The Piri Reis Map of 1513 is the first surviving map that shows the Americas (the Vinland map may be older but only shows a part of North America).
The Piri Reis map shows North America, South America, Greenland and Antarctica which had not yet been discovered.
Piri Reis was a famous admiral of the Turkish fleet in the sixteenth century. His passion was cartography, he was always on the lookout for new maps
and other such documents. In 1513 a map had been commissioned him.
Piri Reis was high rank within the Turkish navy which allowed him to have a privileged access to the Imperial Library of Constantinople. He was
considered an expert on Mediterranean lands and coastlines, and he even wrote a famous sailing book called Kitabi Bahriye where he described all the
details of coastlines, harbors, currents, shallows, bays and straits of the Mediterranean and Aegean seas. He died in 1554 or 1555 being beheaded for
unknown reasons.
It is said that in a now-forgotten sea battle he met, among the prisoners, a sailor who claimed to have been sailing along with Columbus in his three
journeys to the new world, and that he was one of his pilots. It turned out that Columbus had a map of the lands he was chasing, and that this map now
was in the possession of that pilot.
The admiral Piri Reis got to put hands and eyes on the map; then in 1513 he compiled a world map based on that map and on the other antique charts
from his collection - many of which had survived from the days of the Great Library of Alexandria.
The map had drawn the attention of scholars in 1929 when it had been discovered in the archives of the Imperial Palace in Constantinople.
The map showed the outline of South America very accurately. This was surprising since Columbus had discovered the New World only 21 years earlier in
1492.
Notes made by Piri indicated he had based his map on earlier maps, including one consulted by Columbus before his famous voyage.
This excited the scholars since there had been rumors that there existed a pre-Columbian map of the New World. Piri's claim that he had possessed the
"lost map" intrigued historians.
It wasn't the accuracy of the South American coastline that interested Mallery, though. It was what was shown at the very bottom of the map: a chunk
of land that looked very much like Antarctica.

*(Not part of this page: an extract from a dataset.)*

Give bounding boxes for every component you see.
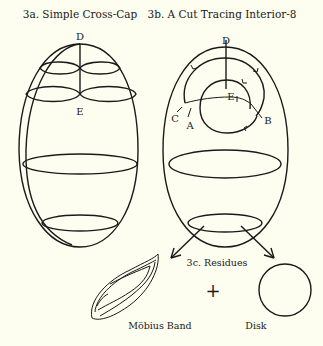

This was surprising since Antarctica had not been discovered until 1820.
Even more intriguing was a section of the coastline of this southern continent.
Part of it looked very much like the coast of Queen Maud Land which was a section of Antarctica.

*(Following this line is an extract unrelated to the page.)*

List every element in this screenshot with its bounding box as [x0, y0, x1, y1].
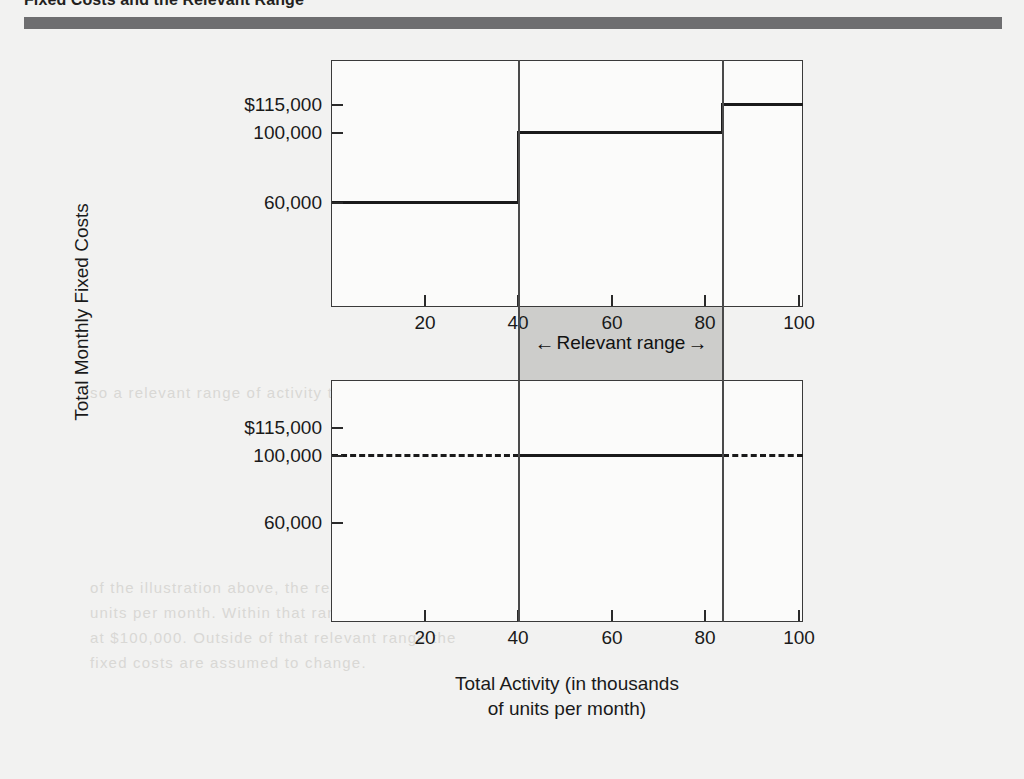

The strange thing was that the coast of Queen Maud Land had been covered with a thick sheet of ice for many centuries and its shape was only known now
to modern mapmakers through the use of modern seismographic equipment.
This made Mallory wonder if the Admiral had somehow owned maps that dated back before the ice sheet covered the coast and if the coast had been
somehow surveyed from the air.
Most serious professional geographers, though, rejected Mallery's radical theory without even considering it carefully.

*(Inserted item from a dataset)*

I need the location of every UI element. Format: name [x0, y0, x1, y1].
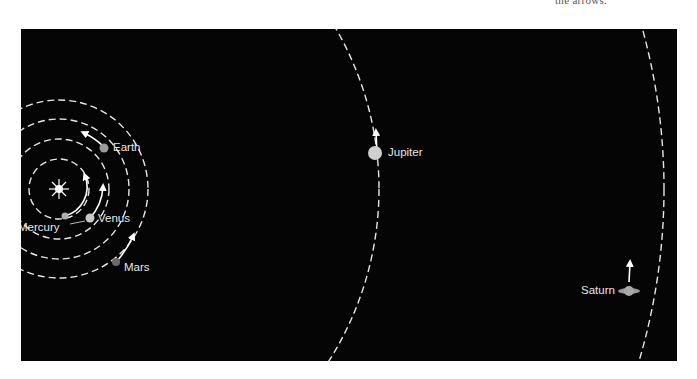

Professor Charles H. Hapgood, of Keene State College at the University of New Hampshire, did take an interest in the map and Mallory's thoughts.
Professor Hapgood was known for his support of unorthodox theories.
With the help of some of his students, Hapgood did a careful examination of Piri's map and several other old maps and published a book on the subject
called Maps of the Ancient Sea Kings.
Found on
listverse.com...
[edit on 20/7/2009 by Conspiracyintheuk]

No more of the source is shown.